Journalist, presenter, broadcaster, husband, father, vigorous all-rounder: Alan Partridge. Star of action blockbuster Alpha Papa; a man with a fascinating past and an amazing future.
The official script for the box-office smash movie, featuring every ruddy word (and stage direction) of Alan’s seamless transformation from natural-born broadcaster into fully fledged and occasionally fully dressed hostage negotiator. Contains deleted scenes and an exclusive Foreword by Steve Coogan. With a television career behind him and a much-coveted breakfast slot in his spiritual home, regional digital radio, there was only one place left for Alan Partridge to turn: Hollywood! Or rather, an Anglo-French funded co-production for the big screen. Alan Partridge: Alpha Papa sees Alan face his biggest challenge since he spent six months in a travel tavern, and is almost certainly the first time he has handled a loaded gun since he was a prime-time BBC2 presenter.

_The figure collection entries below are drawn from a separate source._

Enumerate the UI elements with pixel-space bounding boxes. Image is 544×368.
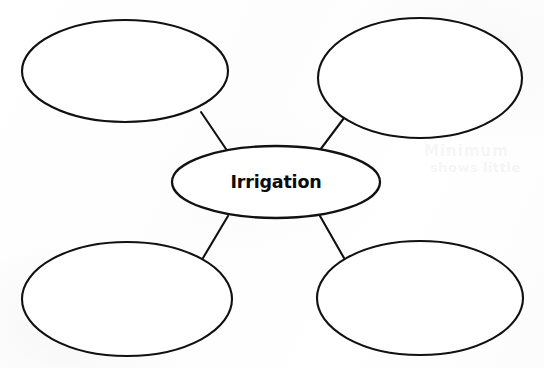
center-topic-label: Irrigation (231, 172, 322, 192)
worksheet-page: Irrigation Minimum shows little (0, 0, 544, 368)
branch-ellipse-top-right[interactable] (318, 18, 522, 138)
branch-ellipse-top-left[interactable] (22, 20, 228, 122)
concept-web-diagram: Irrigation (0, 0, 544, 368)
connector-top-right (320, 118, 344, 150)
branch-ellipse-bottom-left[interactable] (22, 242, 232, 356)
connector-bottom-right (320, 216, 344, 258)
branch-ellipse-bottom-right[interactable] (317, 241, 523, 355)
connector-bottom-left (203, 216, 228, 258)
connector-top-left (201, 112, 226, 149)
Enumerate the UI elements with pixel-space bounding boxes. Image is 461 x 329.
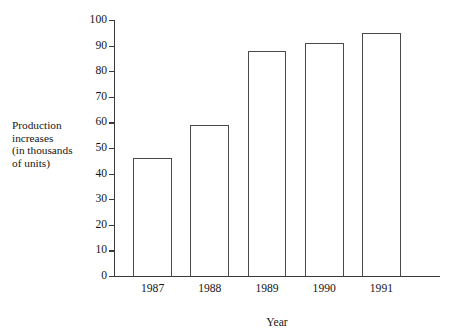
y-axis-line xyxy=(114,20,115,277)
y-tick-mark xyxy=(109,174,114,175)
bar xyxy=(305,43,344,276)
y-axis-label-line-4: of units) xyxy=(12,157,96,170)
x-tick-label: 1991 xyxy=(370,282,393,296)
y-tick-label: 50 xyxy=(95,140,107,155)
bar xyxy=(248,51,287,276)
bar xyxy=(133,158,172,276)
y-tick-label: 80 xyxy=(95,63,107,78)
bar xyxy=(362,33,401,276)
x-axis-line xyxy=(114,276,440,277)
y-tick-label: 30 xyxy=(95,191,107,206)
y-tick-label: 100 xyxy=(90,12,107,27)
y-axis-label: Production increases (in thousands of un… xyxy=(12,119,96,169)
y-tick-mark xyxy=(109,225,114,226)
y-tick-mark xyxy=(109,148,114,149)
y-tick-label: 90 xyxy=(95,38,107,53)
y-tick-mark xyxy=(109,97,114,98)
y-tick-label: 60 xyxy=(95,114,107,129)
y-tick-label: 70 xyxy=(95,89,107,104)
x-axis-title: Year xyxy=(114,316,440,329)
y-axis-label-line-3: (in thousands xyxy=(12,144,96,157)
plot-area: 0102030405060708090100 19871988198919901… xyxy=(114,20,440,277)
y-tick-label: 40 xyxy=(95,166,107,181)
y-tick-mark xyxy=(109,122,114,123)
bar xyxy=(190,125,229,276)
y-tick-label: 10 xyxy=(95,242,107,257)
x-tick-label: 1990 xyxy=(313,282,336,296)
x-tick-label: 1989 xyxy=(255,282,278,296)
x-tick-label: 1987 xyxy=(141,282,164,296)
x-tick-label: 1988 xyxy=(198,282,221,296)
y-axis-label-line-1: Production xyxy=(12,119,96,132)
y-tick-mark xyxy=(109,46,114,47)
y-axis-label-line-2: increases xyxy=(12,132,96,145)
y-tick-mark xyxy=(109,276,114,277)
y-tick-mark xyxy=(109,250,114,251)
y-tick-label: 0 xyxy=(101,268,107,283)
y-tick-mark xyxy=(109,20,114,21)
y-tick-label: 20 xyxy=(95,217,107,232)
y-tick-mark xyxy=(109,71,114,72)
y-tick-mark xyxy=(109,199,114,200)
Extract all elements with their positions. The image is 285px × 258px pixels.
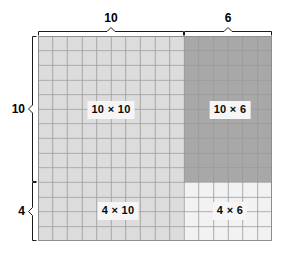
dimension-label-top-6: 6 bbox=[225, 12, 232, 24]
quadrant-label-top-left: 10 × 10 bbox=[87, 101, 134, 119]
quadrant-label-top-right: 10 × 6 bbox=[210, 101, 251, 119]
quadrant-label-bottom-left: 4 × 10 bbox=[98, 202, 139, 220]
dimension-label-left-4: 4 bbox=[9, 205, 25, 217]
bracket-left-4 bbox=[28, 182, 37, 241]
bracket-left-10 bbox=[28, 36, 37, 182]
dimension-label-top-10: 10 bbox=[104, 12, 117, 24]
quadrant-label-bottom-right: 4 × 6 bbox=[213, 202, 247, 220]
area-model-figure: 10 × 10 10 × 6 4 × 10 4 × 6 10 6 10 4 bbox=[0, 0, 285, 258]
bracket-top-6 bbox=[184, 27, 272, 36]
dimension-label-left-10: 10 bbox=[9, 103, 25, 115]
bracket-top-10 bbox=[38, 27, 184, 36]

When his beloved income-source North Norfolk Digital is taken over by a faceless media conglomerate, Alan’s inimitable instinct for self-preservation leads to a violent and bloody siege on the radio station by an unhinged, nay mentalist, DJ, and a hostage crisis for which there can be only one man with the chat to diffuse it … Featuring a cast of old and new Partridge favourites, including Sidekick Simon, assistant Lynn and Michael the Geordie, Alpha Papa is proof that while the jury’s out on whether you can keep a good man down, it’s an outright fact that you can’t keep a good regional broadcaster off the airwaves.